Sumner and Morris also argued that by excluding Black children from the majority-white school system, the city would continue to uphold a caste system that denied racial equality. Unlike Black children who had to leave their neighborhoods to seek an education, white children in Boston had the option to attend quality schools within their communities. Sumner closed his argument by stating that the Boston Public School Committee had no power to segregate the school system based upon race and that the Massachusetts Constitution had abolished slavery and, therefore, had no authority to uphold a school system based upon race and caste.
Despite Morris and Sumner's compelling argument, Judge Lemuel Shaw of the Massachusetts Supreme Court ruled in favor of the Boston Public School Committee. While the state of Massachusetts had equality under the law, Shaw argued, it did not prevent the Boston Public School Committee from separating the schools based on race. The state's law could not fix any of the prejudice or discrimination against African Americans if it did exist; the law itself did not create any of the alleged discrimination. In Shaw's opinion, 'as long as schools segregated based upon race remain equal, they could remain segregated.'
Shaw's decision helped set the legal precedent for 'separate but equal' — or the idea that Black and white people could be segregated so long as the facilities were equal in quality, which they rarely were — in the United States. In 1896, 'separate but equal' would be used in the Supreme Court Case Plessy v. Ferguson, which upheld segregation nationwide.
Although the Roberts family's case was unsuccessful, it inspired many activists and the community along the Northern Slope. In 1849, led by abolitionist speaker and writer William Cooper Nell, Boston's Black community began to boycott the Smith School. The boycott and continued lobbying in the statehouse throughout the first half of the 1850s finally led to change. In April 1855, lawmakers banned legally segregated schoolhouses in Massachusetts.
The Roberts family's courage sparked a significant movement for racial equality in Boston and across this country. While Sarah herself was young and may not have been the one arguing against the city in court, she became the face of this lawsuit and of school desegregation. She is an example of the larger, and at times unspoken, role that Black women and girls played in the school desegregation movement.

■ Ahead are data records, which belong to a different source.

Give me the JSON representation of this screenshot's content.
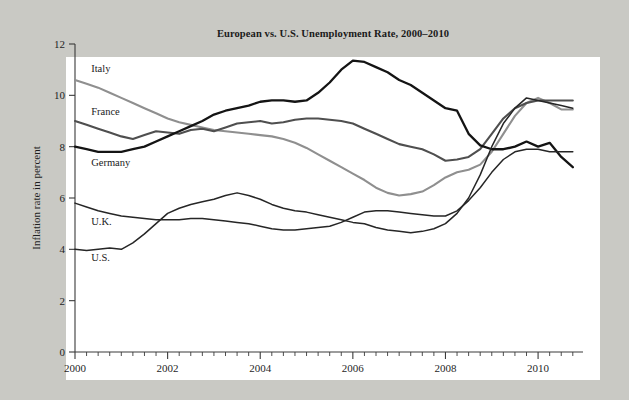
{
  "chart_data": {
    "type": "line",
    "title": "European vs. U.S. Unemployment Rate, 2000–2010",
    "xlabel": "",
    "ylabel": "Inflation rate in percent",
    "xlim": [
      2000,
      2010.97
    ],
    "ylim": [
      0,
      12
    ],
    "y_ticks": [
      0,
      2,
      4,
      6,
      8,
      10,
      12
    ],
    "y_tick_labels": [
      "0",
      "2",
      "4",
      "6",
      "8",
      "10",
      "12"
    ],
    "x_ticks": [
      2000,
      2002,
      2004,
      2006,
      2008,
      2010
    ],
    "x_tick_labels": [
      "2000",
      "2002",
      "2004",
      "2006",
      "2008",
      "2010"
    ],
    "x_minor_step": 0.25,
    "grid": false,
    "legend": "inline-labels",
    "series": [
      {
        "name": "Italy",
        "color": "#8f8f8f",
        "width": 2.1,
        "label_x": 2000.35,
        "label_y": 10.9,
        "x": [
          2000,
          2000.25,
          2000.5,
          2000.75,
          2001,
          2001.25,
          2001.5,
          2001.75,
          2002,
          2002.25,
          2002.5,
          2002.75,
          2003,
          2003.25,
          2003.5,
          2003.75,
          2004,
          2004.25,
          2004.5,
          2004.75,
          2005,
          2005.25,
          2005.5,
          2005.75,
          2006,
          2006.25,
          2006.5,
          2006.75,
          2007,
          2007.25,
          2007.5,
          2007.75,
          2008,
          2008.25,
          2008.5,
          2008.75,
          2009,
          2009.25,
          2009.5,
          2009.75,
          2010,
          2010.25,
          2010.5,
          2010.75
        ],
        "y": [
          10.6,
          10.45,
          10.3,
          10.1,
          9.9,
          9.7,
          9.5,
          9.3,
          9.1,
          8.95,
          8.85,
          8.75,
          8.65,
          8.6,
          8.55,
          8.5,
          8.45,
          8.4,
          8.3,
          8.15,
          7.95,
          7.7,
          7.45,
          7.2,
          6.95,
          6.7,
          6.4,
          6.2,
          6.1,
          6.15,
          6.25,
          6.5,
          6.8,
          7.0,
          7.1,
          7.3,
          7.8,
          8.5,
          9.2,
          9.7,
          9.9,
          9.7,
          9.45,
          9.45
        ]
      },
      {
        "name": "France",
        "color": "#4f4f4f",
        "width": 2.1,
        "label_x": 2000.35,
        "label_y": 9.25,
        "x": [
          2000,
          2000.25,
          2000.5,
          2000.75,
          2001,
          2001.25,
          2001.5,
          2001.75,
          2002,
          2002.25,
          2002.5,
          2002.75,
          2003,
          2003.25,
          2003.5,
          2003.75,
          2004,
          2004.25,
          2004.5,
          2004.75,
          2005,
          2005.25,
          2005.5,
          2005.75,
          2006,
          2006.25,
          2006.5,
          2006.75,
          2007,
          2007.25,
          2007.5,
          2007.75,
          2008,
          2008.25,
          2008.5,
          2008.75,
          2009,
          2009.25,
          2009.5,
          2009.75,
          2010,
          2010.25,
          2010.5,
          2010.75
        ],
        "y": [
          9.0,
          8.85,
          8.7,
          8.55,
          8.4,
          8.3,
          8.45,
          8.6,
          8.55,
          8.5,
          8.65,
          8.7,
          8.6,
          8.75,
          8.9,
          8.95,
          9.0,
          8.9,
          8.95,
          9.05,
          9.1,
          9.1,
          9.05,
          9.0,
          8.9,
          8.7,
          8.5,
          8.3,
          8.1,
          8.0,
          7.9,
          7.7,
          7.45,
          7.5,
          7.6,
          7.9,
          8.5,
          9.1,
          9.5,
          9.7,
          9.8,
          9.8,
          9.8,
          9.8
        ]
      },
      {
        "name": "Germany",
        "color": "#141414",
        "width": 2.3,
        "label_x": 2000.35,
        "label_y": 7.25,
        "x": [
          2000,
          2000.25,
          2000.5,
          2000.75,
          2001,
          2001.25,
          2001.5,
          2001.75,
          2002,
          2002.25,
          2002.5,
          2002.75,
          2003,
          2003.25,
          2003.5,
          2003.75,
          2004,
          2004.25,
          2004.5,
          2004.75,
          2005,
          2005.25,
          2005.5,
          2005.75,
          2006,
          2006.25,
          2006.5,
          2006.75,
          2007,
          2007.25,
          2007.5,
          2007.75,
          2008,
          2008.25,
          2008.5,
          2008.75,
          2009,
          2009.25,
          2009.5,
          2009.75,
          2010,
          2010.25,
          2010.5,
          2010.75
        ],
        "y": [
          8.0,
          7.9,
          7.8,
          7.8,
          7.8,
          7.9,
          8.0,
          8.2,
          8.4,
          8.6,
          8.8,
          9.0,
          9.25,
          9.4,
          9.5,
          9.6,
          9.75,
          9.8,
          9.8,
          9.75,
          9.8,
          10.1,
          10.5,
          11.0,
          11.35,
          11.3,
          11.1,
          10.9,
          10.6,
          10.4,
          10.1,
          9.8,
          9.5,
          9.4,
          8.5,
          8.05,
          7.9,
          7.9,
          8.0,
          8.2,
          8.0,
          8.15,
          7.6,
          7.2
        ]
      },
      {
        "name": "U.K.",
        "color": "#262626",
        "width": 1.5,
        "label_x": 2000.35,
        "label_y": 4.95,
        "x": [
          2000,
          2000.25,
          2000.5,
          2000.75,
          2001,
          2001.25,
          2001.5,
          2001.75,
          2002,
          2002.25,
          2002.5,
          2002.75,
          2003,
          2003.25,
          2003.5,
          2003.75,
          2004,
          2004.25,
          2004.5,
          2004.75,
          2005,
          2005.25,
          2005.5,
          2005.75,
          2006,
          2006.25,
          2006.5,
          2006.75,
          2007,
          2007.25,
          2007.5,
          2007.75,
          2008,
          2008.25,
          2008.5,
          2008.75,
          2009,
          2009.25,
          2009.5,
          2009.75,
          2010,
          2010.25,
          2010.5,
          2010.75
        ],
        "y": [
          5.8,
          5.65,
          5.5,
          5.4,
          5.3,
          5.25,
          5.2,
          5.15,
          5.15,
          5.15,
          5.2,
          5.2,
          5.15,
          5.1,
          5.05,
          5.0,
          4.9,
          4.8,
          4.75,
          4.75,
          4.8,
          4.85,
          4.9,
          5.05,
          5.25,
          5.45,
          5.5,
          5.5,
          5.45,
          5.4,
          5.35,
          5.3,
          5.3,
          5.5,
          5.9,
          6.4,
          7.0,
          7.5,
          7.8,
          7.9,
          7.9,
          7.8,
          7.8,
          7.8
        ]
      },
      {
        "name": "U.S.",
        "color": "#262626",
        "width": 1.5,
        "label_x": 2000.35,
        "label_y": 3.55,
        "x": [
          2000,
          2000.25,
          2000.5,
          2000.75,
          2001,
          2001.25,
          2001.5,
          2001.75,
          2002,
          2002.25,
          2002.5,
          2002.75,
          2003,
          2003.25,
          2003.5,
          2003.75,
          2004,
          2004.25,
          2004.5,
          2004.75,
          2005,
          2005.25,
          2005.5,
          2005.75,
          2006,
          2006.25,
          2006.5,
          2006.75,
          2007,
          2007.25,
          2007.5,
          2007.75,
          2008,
          2008.25,
          2008.5,
          2008.75,
          2009,
          2009.25,
          2009.5,
          2009.75,
          2010,
          2010.25,
          2010.5,
          2010.75
        ],
        "y": [
          4.0,
          3.95,
          4.0,
          4.05,
          4.0,
          4.25,
          4.6,
          5.0,
          5.4,
          5.6,
          5.75,
          5.85,
          5.95,
          6.1,
          6.2,
          6.1,
          5.95,
          5.75,
          5.6,
          5.5,
          5.45,
          5.35,
          5.25,
          5.15,
          5.05,
          5.0,
          4.85,
          4.75,
          4.7,
          4.65,
          4.7,
          4.8,
          5.0,
          5.4,
          6.0,
          6.9,
          8.0,
          8.9,
          9.5,
          9.9,
          9.8,
          9.7,
          9.6,
          9.5
        ]
      }
    ]
  }
}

After the court case, Sarah Roberts and her family moved around the greater Boston area throughout her childhood. In 1865, at 22 years old, she settled back into Boston. After the Civil War and with the passage of the 13th, 14th, and 15th Amendments, Boston's Black community continued the fight for equality, building on the legacy of people like Roberts. Simultaneously, the Roberts case also started a chain reaction that shaped the future of segregation — from the 'separate but equal' clause of Plessy v. Ferguson to the toppling of Brown v. Board of Education over 100 years later.
Today, the Museum of African American History in Boston, Massachusetts, continues to do more research on the life of Sarah Roberts and other Black women who played pivotal roles in the fight for equality.
This article was produced with Made By Us, a coalition of more than 400 history museums working to connect with today's youth.